So all that stuff has been sorted and, um, depending on what it is, say like, um, aluminum
cans or plastic bottles or something like that, it is put into these huge enormous bales
and then sent off to the reprocessors who then do things like you described with the
paper.
They basically, um, clean it, burn off any impurities, scrape off any impurities, get
to the raw material again, and then turn it into small little things like, um, if it's
aluminum ingots or if it's, um, glass, they turn it into kullet, um, or if it's, uh, plastics,
they'll melt it down into, uh, nerdles, I can't remember what they're called.
I like nerdles.
But those are mermaids tears, remember, that's what they break down to and fish eat them
and die.
Um, and then those things go to manufacturers and they buy it.
So that's, that's this, that's this current state of recycling right now.
And that last part, the last two parts, the, um, where the, the reprocessors buy the stuff
and then the manufacturers buy the stuff from the reprocessors, that has been disrupted with
China coming in and saying, we're not doing that anymore.
Yeah.
So there's a lot of things that can change as a result of this, right?
If all of these, if these things that actually do have value start to build up as they are
in all of these warehouses and facilities, um, so there, another market is going to develop
because these things do have value because consumers do want to see like, oh, this thing
I'm using was made with 90%, you know, post-consumer recycled material.
I feel good about that.
I'm going to buy this package over that package.
There's value to this stuff, right?
So there will be a market that develops, but will it be this continued thing where we're
like here developing country, you don't have like, um, regulatory and safety and environmental
protections like we have in our country.
So take this and we can feel good about ourselves because it's out of sight.
Right.
That's, that's basically how the recycling commodities market developed in the nineties
and up till 2018.
It was just like here, you take our thing and we can feel good about things, but, but
unwarranted and unwarranted feeling of, of feeling good about, um, about recycling.
Yeah.
So it's possible that the actual like real deal will develop and that will, will continue
to recycle and feel good about things, but it'll be, you know, justified.
That's what I'm hoping.
That's what I think is going to happen.
I think that single stream recycling is going to go away.
I think that we're going to have to start like being more conscientious and just know
what we're doing more.
Because if you put the average person who recycled in the nineties up against the average
person who recycles today, do you remember back like in the nineties, like people knew
what they were talking about with recycling.
Yeah.
And way more sideburns.
Sure.
More, but like, I think of my dad, like he's still just a religious recycler now.
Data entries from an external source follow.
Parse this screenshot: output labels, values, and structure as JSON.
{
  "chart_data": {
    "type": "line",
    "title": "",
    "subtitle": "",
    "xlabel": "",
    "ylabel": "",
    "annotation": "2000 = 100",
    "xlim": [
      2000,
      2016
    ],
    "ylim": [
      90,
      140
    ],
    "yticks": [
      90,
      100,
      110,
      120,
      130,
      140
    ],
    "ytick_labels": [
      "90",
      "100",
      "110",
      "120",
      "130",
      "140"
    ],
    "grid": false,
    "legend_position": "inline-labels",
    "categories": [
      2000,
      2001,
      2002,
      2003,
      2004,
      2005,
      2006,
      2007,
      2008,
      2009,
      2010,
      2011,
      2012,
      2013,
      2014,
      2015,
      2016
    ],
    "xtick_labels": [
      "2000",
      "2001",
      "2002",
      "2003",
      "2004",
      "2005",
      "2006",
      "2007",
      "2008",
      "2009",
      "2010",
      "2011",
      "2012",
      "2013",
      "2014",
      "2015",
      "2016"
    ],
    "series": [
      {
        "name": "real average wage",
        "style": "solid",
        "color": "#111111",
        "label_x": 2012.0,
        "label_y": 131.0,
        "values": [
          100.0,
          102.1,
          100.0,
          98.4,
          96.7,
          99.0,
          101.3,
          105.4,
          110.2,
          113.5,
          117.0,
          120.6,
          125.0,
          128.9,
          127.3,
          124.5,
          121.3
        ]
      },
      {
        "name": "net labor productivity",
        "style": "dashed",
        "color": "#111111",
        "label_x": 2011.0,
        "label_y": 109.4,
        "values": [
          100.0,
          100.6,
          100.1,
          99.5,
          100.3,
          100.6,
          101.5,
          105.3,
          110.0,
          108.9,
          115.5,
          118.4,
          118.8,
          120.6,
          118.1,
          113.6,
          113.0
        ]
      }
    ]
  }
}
He got like the bug in the nineties because there was such a good campaign, a good public
campaign.
And yes, fewer people recycled, but the quality of the stuff that was entering the recycling
stream was way better than it is today.
Good stuff in the nineties.
It was so great.
You could get the good stuff.
Primo.
Uh, so depending on where you live in the country, in the United States and reckon all over
the world, um, you might have different options for recycling.
Uh, the APU center, uh, research study, um, found that 94% of the United States has something
available to them, um, which is great.
Yeah.
Sure.
Uh, 30% has curbside only 21% drop off only and 43% had a mix of both and 93% of any town
with a population over 125,000 have curbside pickup now in the US over 25,000 over 125,000.
Oh, gotcha.
Still.
Yeah.
A lot of America.
Yeah.
So those are the general ways that you're going to recycle either at a recycling center,
uh, like a drop off center, curbside pickup, which, you know, we love, um, buyback centers.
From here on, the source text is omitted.